The Dublin Gazette is the record of official Ireland, published occasionally from the late seventeenth to early eighteenth centuries, and continuously from 1711 to 1922. No complete run of all issues of the Gazette survives, but by combining the holdings of our archival partners the Virtual Record Treasury of Ireland is working to reassemble this unique source. This curated collection highlights the mid-eighteenth century, reflecting not only elite politics but also daily life, from street-crime to food prices and shipping news.
The Virtual Treasury, in collaboration with the Oireachtas Library, the Library of the Honorable Society of King’s Inns, the Free Library Company of Philadelphia and the National Library of Ireland, is compiling a collection of selected issues of the Gazette to illustrate the broad range of topics dealt with across the centuries of its publication. In between the daily business of government are items on trade, law and order, and moments of historical significance.

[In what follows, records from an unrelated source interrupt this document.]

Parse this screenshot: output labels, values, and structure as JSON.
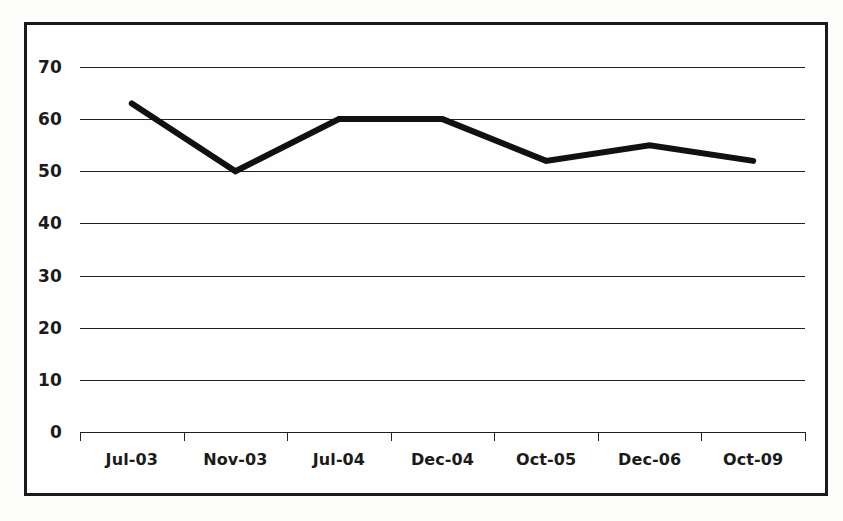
{
  "chart_data": {
    "type": "line",
    "title": "",
    "subtitle": "",
    "xlabel": "",
    "ylabel": "",
    "categories": [
      "Jul-03",
      "Nov-03",
      "Jul-04",
      "Dec-04",
      "Oct-05",
      "Dec-06",
      "Oct-09"
    ],
    "values": [
      63,
      50,
      60,
      60,
      52,
      55,
      52
    ],
    "series": [
      {
        "name": "",
        "values": [
          63,
          50,
          60,
          60,
          52,
          55,
          52
        ]
      }
    ],
    "ylim": [
      0,
      70
    ],
    "yticks": [
      0,
      10,
      20,
      30,
      40,
      50,
      60,
      70
    ],
    "ytick_labels": [
      "0",
      "10",
      "20",
      "30",
      "40",
      "50",
      "60",
      "70"
    ],
    "grid": true,
    "grid_axis": "y",
    "legend": false,
    "legend_position": "none",
    "annotations": [],
    "line_color": "#111111",
    "line_width_px": 6,
    "gridline_color": "#222222",
    "axis_color": "#222222",
    "text_color": "#1b1b1b",
    "background_color": "#fefefe",
    "frame_color": "#1a1a1a",
    "markers": false
  }
}
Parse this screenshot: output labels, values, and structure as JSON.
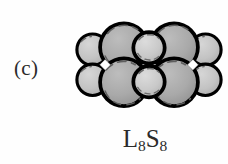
{
  "figure": {
    "panel_label": "(c)",
    "caption": {
      "full_text": "L8S8",
      "symbol_1": "L",
      "subscript_1": "8",
      "symbol_2": "S",
      "subscript_2": "8"
    },
    "background_color": "#fefefe",
    "outline_color": "#000000"
  },
  "diagram": {
    "type": "space-filling-sphere-cluster",
    "colors": {
      "large_sphere_fill": "#a8a8a8",
      "side_sphere_fill": "#c2c2c2",
      "small_sphere_fill": "#c8c8c8",
      "outline": "#000000",
      "highlight_dash": "#5a5a5a",
      "gap_fill": "#ffffff"
    },
    "counts": {
      "large_spheres": 4,
      "side_spheres": 4,
      "center_small_spheres": 2,
      "total_spheres": 10
    },
    "spheres": [
      {
        "name": "side-sphere-top-left",
        "cx": 36,
        "cy": 46,
        "r": 25,
        "layer": "back",
        "fill_key": "side_sphere_fill"
      },
      {
        "name": "side-sphere-top-right",
        "cx": 216,
        "cy": 46,
        "r": 25,
        "layer": "back",
        "fill_key": "side_sphere_fill"
      },
      {
        "name": "side-sphere-bottom-left",
        "cx": 36,
        "cy": 94,
        "r": 25,
        "layer": "back",
        "fill_key": "side_sphere_fill"
      },
      {
        "name": "side-sphere-bottom-right",
        "cx": 216,
        "cy": 94,
        "r": 25,
        "layer": "back",
        "fill_key": "side_sphere_fill"
      },
      {
        "name": "large-sphere-top-left",
        "cx": 86,
        "cy": 42,
        "r": 38,
        "layer": "front",
        "fill_key": "large_sphere_fill"
      },
      {
        "name": "large-sphere-top-right",
        "cx": 166,
        "cy": 42,
        "r": 38,
        "layer": "front",
        "fill_key": "large_sphere_fill"
      },
      {
        "name": "large-sphere-bottom-left",
        "cx": 86,
        "cy": 98,
        "r": 38,
        "layer": "front",
        "fill_key": "large_sphere_fill"
      },
      {
        "name": "large-sphere-bottom-right",
        "cx": 166,
        "cy": 98,
        "r": 38,
        "layer": "front",
        "fill_key": "large_sphere_fill"
      },
      {
        "name": "small-sphere-center-top",
        "cx": 126,
        "cy": 43,
        "r": 25,
        "layer": "top",
        "fill_key": "small_sphere_fill"
      },
      {
        "name": "small-sphere-center-bottom",
        "cx": 126,
        "cy": 97,
        "r": 25,
        "layer": "top",
        "fill_key": "small_sphere_fill"
      }
    ],
    "gaps": [
      {
        "name": "gap-left",
        "cx": 56,
        "cy": 70
      },
      {
        "name": "gap-center",
        "cx": 126,
        "cy": 70
      },
      {
        "name": "gap-right",
        "cx": 196,
        "cy": 70
      }
    ]
  }
}
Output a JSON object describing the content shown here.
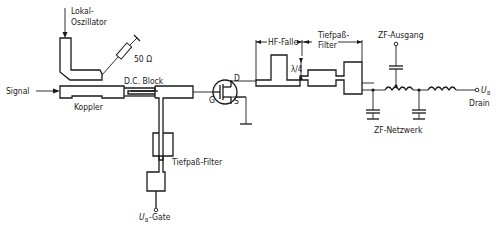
{
  "diagram": {
    "labels": {
      "local_osc_line1": "Lokal-",
      "local_osc_line2": "Oszillator",
      "resistor": "50 Ω",
      "dc_block": "D.C. Block",
      "signal": "Signal",
      "coupler": "Koppler",
      "gate": "G",
      "drain": "D",
      "source": "S",
      "lowpass_gate": "Tiefpaß-Filter",
      "ub_gate_symbol": "U",
      "ub_gate_sub": "B",
      "ub_gate_suffix": "-Gate",
      "hf_trap": "HF-Falle",
      "lowpass_drain_line1": "Tiefpaß-",
      "lowpass_drain_line2": "Filter",
      "lambda_quarter": "λ/4",
      "if_output": "ZF-Ausgang",
      "if_network": "ZF-Netzwerk",
      "ub_drain_symbol": "U",
      "ub_drain_sub": "B",
      "drain_label": "Drain"
    }
  }
}
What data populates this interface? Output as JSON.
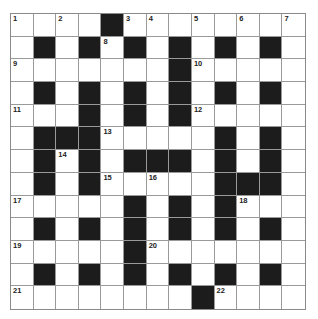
{
  "puzzle": {
    "rows": 13,
    "cols": 13,
    "colors": {
      "block": "#1c1c1c",
      "cell": "#ffffff",
      "line": "#9a9a9a"
    },
    "grid": [
      "####.########",
      "#.#.#.#.#.#.#",
      "#######.#####",
      "#.#.#.#.#.#.#",
      "###.#.#.#####",
      "#...#####.#.#",
      "#.#.#...#.#.#",
      "#.#.#####...#",
      "#####.#.#.###",
      "#.#.#.#.#.#.#",
      "#####.#######",
      "#.#.#.#.#.#.#",
      "########.####"
    ],
    "numbers": [
      {
        "r": 0,
        "c": 0,
        "n": "1"
      },
      {
        "r": 0,
        "c": 2,
        "n": "2"
      },
      {
        "r": 0,
        "c": 5,
        "n": "3"
      },
      {
        "r": 0,
        "c": 6,
        "n": "4"
      },
      {
        "r": 0,
        "c": 8,
        "n": "5"
      },
      {
        "r": 0,
        "c": 10,
        "n": "6"
      },
      {
        "r": 0,
        "c": 12,
        "n": "7"
      },
      {
        "r": 1,
        "c": 4,
        "n": "8"
      },
      {
        "r": 2,
        "c": 0,
        "n": "9"
      },
      {
        "r": 2,
        "c": 8,
        "n": "10"
      },
      {
        "r": 4,
        "c": 0,
        "n": "11"
      },
      {
        "r": 4,
        "c": 8,
        "n": "12"
      },
      {
        "r": 5,
        "c": 4,
        "n": "13"
      },
      {
        "r": 6,
        "c": 2,
        "n": "14"
      },
      {
        "r": 7,
        "c": 4,
        "n": "15"
      },
      {
        "r": 7,
        "c": 6,
        "n": "16"
      },
      {
        "r": 8,
        "c": 0,
        "n": "17"
      },
      {
        "r": 8,
        "c": 10,
        "n": "18"
      },
      {
        "r": 10,
        "c": 0,
        "n": "19"
      },
      {
        "r": 10,
        "c": 6,
        "n": "20"
      },
      {
        "r": 12,
        "c": 0,
        "n": "21"
      },
      {
        "r": 12,
        "c": 9,
        "n": "22"
      }
    ]
  }
}
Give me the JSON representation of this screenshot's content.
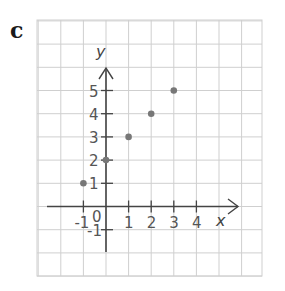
{
  "panel_label": "c",
  "chart_data": {
    "type": "scatter",
    "title": "",
    "xlabel": "x",
    "ylabel": "y",
    "xlim": [
      -1,
      4
    ],
    "ylim": [
      -1,
      5
    ],
    "grid": true,
    "x_ticks": [
      "-1",
      "1",
      "2",
      "3",
      "4"
    ],
    "y_ticks": [
      "5",
      "4",
      "3",
      "2",
      "1",
      "-1"
    ],
    "origin_label": "0",
    "points": [
      {
        "x": -1,
        "y": 1
      },
      {
        "x": 0,
        "y": 2
      },
      {
        "x": 1,
        "y": 3
      },
      {
        "x": 2,
        "y": 4
      },
      {
        "x": 3,
        "y": 5
      }
    ]
  },
  "colors": {
    "grid": "#cfcfcf",
    "axis": "#444444",
    "point": "#777777"
  }
}
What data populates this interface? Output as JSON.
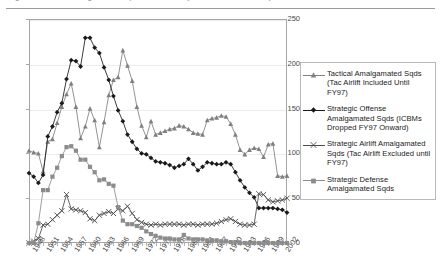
{
  "top_strip": {
    "ghost_text": "Figure — USAF amalgamated squadron totals by mission area, fiscal years 1948–2003"
  },
  "chart_data": {
    "type": "line",
    "title": "",
    "subtitle": "",
    "xlabel": "",
    "ylabel": "",
    "xlim": [
      1948,
      2003
    ],
    "ylim": [
      0,
      250
    ],
    "yticks": [
      0,
      50,
      100,
      150,
      200,
      250
    ],
    "grid": "horizontal",
    "legend_position": "right",
    "x": [
      1948,
      1949,
      1950,
      1951,
      1952,
      1953,
      1954,
      1955,
      1956,
      1957,
      1958,
      1959,
      1960,
      1961,
      1962,
      1963,
      1964,
      1965,
      1966,
      1967,
      1968,
      1969,
      1970,
      1971,
      1972,
      1973,
      1974,
      1975,
      1976,
      1977,
      1978,
      1979,
      1980,
      1981,
      1982,
      1983,
      1984,
      1985,
      1986,
      1987,
      1988,
      1989,
      1990,
      1991,
      1992,
      1993,
      1994,
      1995,
      1996,
      1997,
      1998,
      1999,
      2000,
      2001,
      2002,
      2003
    ],
    "series": [
      {
        "name": "Tactical Amalgamated Sqds (Tac Airlift Included Until FY97)",
        "marker": "triangle",
        "color": "#808080",
        "values": [
          103,
          101,
          100,
          80,
          113,
          116,
          134,
          152,
          166,
          178,
          152,
          117,
          130,
          150,
          137,
          107,
          135,
          165,
          182,
          185,
          215,
          198,
          181,
          152,
          131,
          118,
          136,
          121,
          123,
          125,
          127,
          128,
          131,
          130,
          127,
          123,
          122,
          121,
          137,
          139,
          140,
          142,
          141,
          133,
          121,
          104,
          99,
          104,
          106,
          105,
          96,
          110,
          111,
          75,
          74,
          75
        ]
      },
      {
        "name": "Strategic Offense Amalgamated Sqds (ICBMs Dropped FY97 Onward)",
        "marker": "diamond",
        "color": "#1a1a1a",
        "values": [
          78,
          74,
          67,
          76,
          119,
          130,
          146,
          156,
          183,
          204,
          203,
          197,
          229,
          229,
          218,
          212,
          196,
          182,
          164,
          148,
          136,
          121,
          113,
          105,
          100,
          99,
          95,
          91,
          90,
          89,
          87,
          84,
          86,
          88,
          94,
          88,
          81,
          85,
          90,
          89,
          88,
          88,
          90,
          88,
          79,
          70,
          62,
          56,
          51,
          39,
          39,
          39,
          39,
          38,
          37,
          34
        ]
      },
      {
        "name": "Strategic Airlift Amalgamated Sqds (Tac Airlift Excluded until FY97)",
        "marker": "cross",
        "color": "#4a4a4a",
        "values": [
          0,
          2,
          5,
          20,
          21,
          26,
          31,
          36,
          54,
          38,
          37,
          36,
          34,
          27,
          25,
          31,
          33,
          35,
          33,
          38,
          36,
          41,
          33,
          26,
          23,
          21,
          20,
          21,
          20,
          21,
          21,
          21,
          21,
          20,
          21,
          21,
          20,
          21,
          21,
          21,
          22,
          24,
          26,
          27,
          24,
          21,
          20,
          20,
          21,
          55,
          54,
          48,
          46,
          47,
          48,
          50
        ]
      },
      {
        "name": "Strategic Defense Amalgamated Sqds",
        "marker": "square",
        "color": "#8c8c8c",
        "values": [
          0,
          0,
          22,
          59,
          59,
          74,
          84,
          97,
          107,
          108,
          103,
          93,
          93,
          85,
          79,
          70,
          71,
          66,
          64,
          40,
          25,
          21,
          21,
          19,
          17,
          13,
          10,
          8,
          6,
          5,
          5,
          4,
          4,
          9,
          5,
          4,
          4,
          4,
          3,
          3,
          3,
          2,
          2,
          1,
          1,
          0,
          0,
          0,
          0,
          0,
          0,
          0,
          0,
          0,
          0,
          0
        ]
      }
    ],
    "xtick_labels": [
      "1948",
      "1951",
      "1954",
      "1957",
      "1960",
      "1963",
      "1966",
      "1969",
      "1972",
      "1975",
      "1978",
      "1981",
      "1984",
      "1987",
      "1990",
      "1993",
      "1996",
      "1999",
      "2002"
    ],
    "xtick_years": [
      1948,
      1951,
      1954,
      1957,
      1960,
      1963,
      1966,
      1969,
      1972,
      1975,
      1978,
      1981,
      1984,
      1987,
      1990,
      1993,
      1996,
      1999,
      2002
    ]
  }
}
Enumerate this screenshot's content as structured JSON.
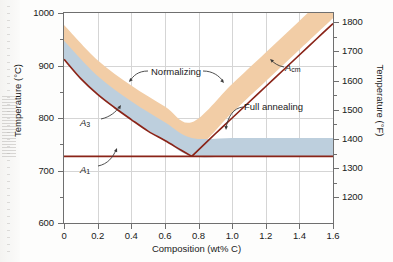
{
  "figure": {
    "name": "iron-carbon-heat-treatment-diagram"
  },
  "axes": {
    "x": {
      "title": "Composition (wt% C)",
      "min": 0,
      "max": 1.6,
      "ticks": [
        "0",
        "0.2",
        "0.4",
        "0.6",
        "0.8",
        "1.0",
        "1.2",
        "1.4",
        "1.6"
      ],
      "tick_values": [
        0,
        0.2,
        0.4,
        0.6,
        0.8,
        1.0,
        1.2,
        1.4,
        1.6
      ]
    },
    "y_left": {
      "title": "Temperature (°C)",
      "min": 600,
      "max": 1000,
      "ticks": [
        "600",
        "700",
        "800",
        "900",
        "1000"
      ],
      "tick_values": [
        600,
        700,
        800,
        900,
        1000
      ],
      "minor_values": [
        650,
        750,
        850,
        950
      ]
    },
    "y_right": {
      "title": "Temperature (°F)",
      "ticks": [
        "1200",
        "1300",
        "1400",
        "1500",
        "1600",
        "1700",
        "1800"
      ],
      "tick_values_f": [
        1200,
        1300,
        1400,
        1500,
        1600,
        1700,
        1800
      ],
      "tick_values_c": [
        648.9,
        704.4,
        760.0,
        815.6,
        871.1,
        926.7,
        982.2
      ],
      "minor_values_f": [
        1250,
        1350,
        1450,
        1550,
        1650,
        1750
      ]
    }
  },
  "annotations": {
    "normalizing": "Normalizing",
    "full_annealing": "Full annealing",
    "a3": "A",
    "a3_sub": "3",
    "a1": "A",
    "a1_sub": "1",
    "acm": "A",
    "acm_sub": "cm"
  },
  "colors": {
    "normalizing_band": "#f2cda6",
    "annealing_band": "#bdcfdd",
    "phase_line": "#8a2418",
    "grid": "#d5d5d5",
    "frame": "#6f6f6f",
    "text": "#1a1a1a"
  },
  "chart_data": {
    "type": "line",
    "title": "",
    "xlabel": "Composition (wt% C)",
    "ylabel": "Temperature (°C)",
    "xlim": [
      0,
      1.6
    ],
    "ylim": [
      600,
      1000
    ],
    "grid": true,
    "legend": "none",
    "series": [
      {
        "name": "A3",
        "note": "austenite/ferrite boundary, hypoeutectoid",
        "x": [
          0.0,
          0.1,
          0.2,
          0.3,
          0.4,
          0.5,
          0.6,
          0.7,
          0.76
        ],
        "values": [
          912,
          875,
          845,
          820,
          797,
          775,
          757,
          738,
          727
        ]
      },
      {
        "name": "Acm",
        "note": "austenite/cementite boundary, hypereutectoid",
        "x": [
          0.76,
          0.9,
          1.0,
          1.1,
          1.2,
          1.3,
          1.4,
          1.5,
          1.6
        ],
        "values": [
          727,
          770,
          800,
          830,
          860,
          890,
          920,
          950,
          980
        ]
      },
      {
        "name": "A1",
        "note": "eutectoid isotherm",
        "x": [
          0.0,
          1.6
        ],
        "values": [
          727,
          727
        ]
      }
    ],
    "bands": [
      {
        "name": "Normalizing",
        "color": "#f2cda6",
        "note": "approximately 55°C above A3 / Acm",
        "lower_offset_C": 10,
        "upper_offset_C": 65,
        "x": [
          0.0,
          0.2,
          0.4,
          0.6,
          0.76,
          1.0,
          1.2,
          1.4,
          1.6
        ],
        "lower": [
          922,
          855,
          807,
          767,
          737,
          810,
          870,
          930,
          990
        ],
        "upper": [
          977,
          910,
          862,
          822,
          792,
          865,
          925,
          985,
          1045
        ]
      },
      {
        "name": "Full annealing",
        "color": "#bdcfdd",
        "note": "approximately 30°C above A3 for hypoeutectoid; 30°C above A1 for hypereutectoid",
        "x": [
          0.0,
          0.2,
          0.4,
          0.6,
          0.76,
          1.0,
          1.2,
          1.4,
          1.6
        ],
        "lower": [
          912,
          845,
          797,
          757,
          727,
          727,
          727,
          727,
          727
        ],
        "upper": [
          947,
          880,
          832,
          792,
          762,
          762,
          762,
          762,
          762
        ]
      }
    ],
    "annotations": [
      {
        "text": "Normalizing",
        "x": 0.62,
        "y": 905
      },
      {
        "text": "Full annealing",
        "x": 1.12,
        "y": 800
      },
      {
        "text": "A3",
        "x": 0.13,
        "y": 800
      },
      {
        "text": "A1",
        "x": 0.13,
        "y": 705
      },
      {
        "text": "Acm",
        "x": 1.27,
        "y": 905
      }
    ]
  }
}
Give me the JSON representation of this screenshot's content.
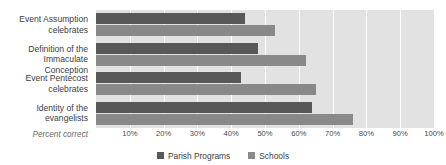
{
  "chart_data": {
    "type": "bar",
    "orientation": "horizontal",
    "title": "",
    "xlabel": "Percent correct",
    "ylabel": "",
    "categories": [
      "Event Assumption celebrates",
      "Definition of the Immaculate Conception",
      "Event Pentecost celebrates",
      "Identity of the evangelists"
    ],
    "category_lines": [
      [
        "Event Assumption",
        "celebrates"
      ],
      [
        "Definition of the",
        "Immaculate Conception"
      ],
      [
        "Event Pentecost",
        "celebrates"
      ],
      [
        "Identity of the",
        "evangelists"
      ]
    ],
    "series": [
      {
        "name": "Parish Programs",
        "color": "#585858",
        "values": [
          44,
          48,
          43,
          64
        ]
      },
      {
        "name": "Schools",
        "color": "#898989",
        "values": [
          53,
          62,
          65,
          76
        ]
      }
    ],
    "xlim": [
      0,
      100
    ],
    "xticks": [
      0,
      10,
      20,
      30,
      40,
      50,
      60,
      70,
      80,
      90,
      100
    ],
    "xtick_labels": [
      "",
      "10%",
      "20%",
      "30%",
      "40%",
      "50%",
      "60%",
      "70%",
      "80%",
      "90%",
      "100%"
    ],
    "grid": "vertical",
    "plot_background": "#e2e2e2",
    "gridline_color": "#ffffff",
    "legend_position": "bottom-center"
  },
  "axis": {
    "caption": "Percent correct"
  },
  "legend": {
    "items": [
      {
        "label": "Parish Programs",
        "color": "#585858"
      },
      {
        "label": "Schools",
        "color": "#898989"
      }
    ]
  }
}
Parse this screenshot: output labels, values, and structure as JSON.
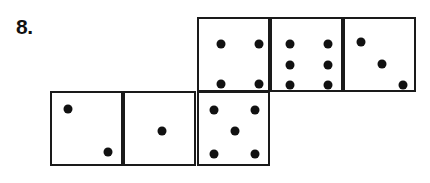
{
  "problem": {
    "number_label": "8."
  },
  "net": {
    "faces": [
      {
        "id": "top-1",
        "value": 4,
        "col": 2,
        "row": 0,
        "pips": [
          [
            22,
            25
          ],
          [
            60,
            25
          ],
          [
            22,
            65
          ],
          [
            60,
            65
          ]
        ]
      },
      {
        "id": "top-2",
        "value": 6,
        "col": 3,
        "row": 0,
        "pips": [
          [
            18,
            25
          ],
          [
            56,
            25
          ],
          [
            18,
            46
          ],
          [
            56,
            46
          ],
          [
            18,
            66
          ],
          [
            56,
            66
          ]
        ]
      },
      {
        "id": "top-3",
        "value": 3,
        "col": 4,
        "row": 0,
        "pips": [
          [
            16,
            23
          ],
          [
            37,
            45
          ],
          [
            58,
            66
          ]
        ]
      },
      {
        "id": "bottom-1",
        "value": 2,
        "col": 0,
        "row": 1,
        "pips": [
          [
            16,
            16
          ],
          [
            56,
            59
          ]
        ]
      },
      {
        "id": "bottom-2",
        "value": 1,
        "col": 1,
        "row": 1,
        "pips": [
          [
            37,
            38
          ]
        ]
      },
      {
        "id": "bottom-3",
        "value": 5,
        "col": 2,
        "row": 1,
        "pips": [
          [
            15,
            17
          ],
          [
            56,
            17
          ],
          [
            36,
            38
          ],
          [
            15,
            61
          ],
          [
            56,
            61
          ]
        ]
      }
    ]
  },
  "colors": {
    "line": "#1a1a1a",
    "pip": "#111111",
    "background": "#ffffff"
  }
}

Across hundreds of years and tens of thousands of issues a range of printers produced the Dublin Gazette, but the format remained remarkably consistent. Even at the end of British rule and the establishment of the Irish Free State – a moment of major constitutional upheaval – the same printer continued to produce the same sort of content in the usual two-column format, simply replacing the royal crest with the new title ‘Iris Oifigiúil’ (Official Gazette, or Magazine) in Gaelic typeface. The subtitle ‘published by authority never changed.
On the establishment of the Irish Free State the gazette continued as the official government publication, under the new title of Iris Oifigiúil. It still appears each Tuesday and Friday, in print and now online – an example of official records persisting for more than three centuries, and despite the profound constitutional changes of 1800 and 1922.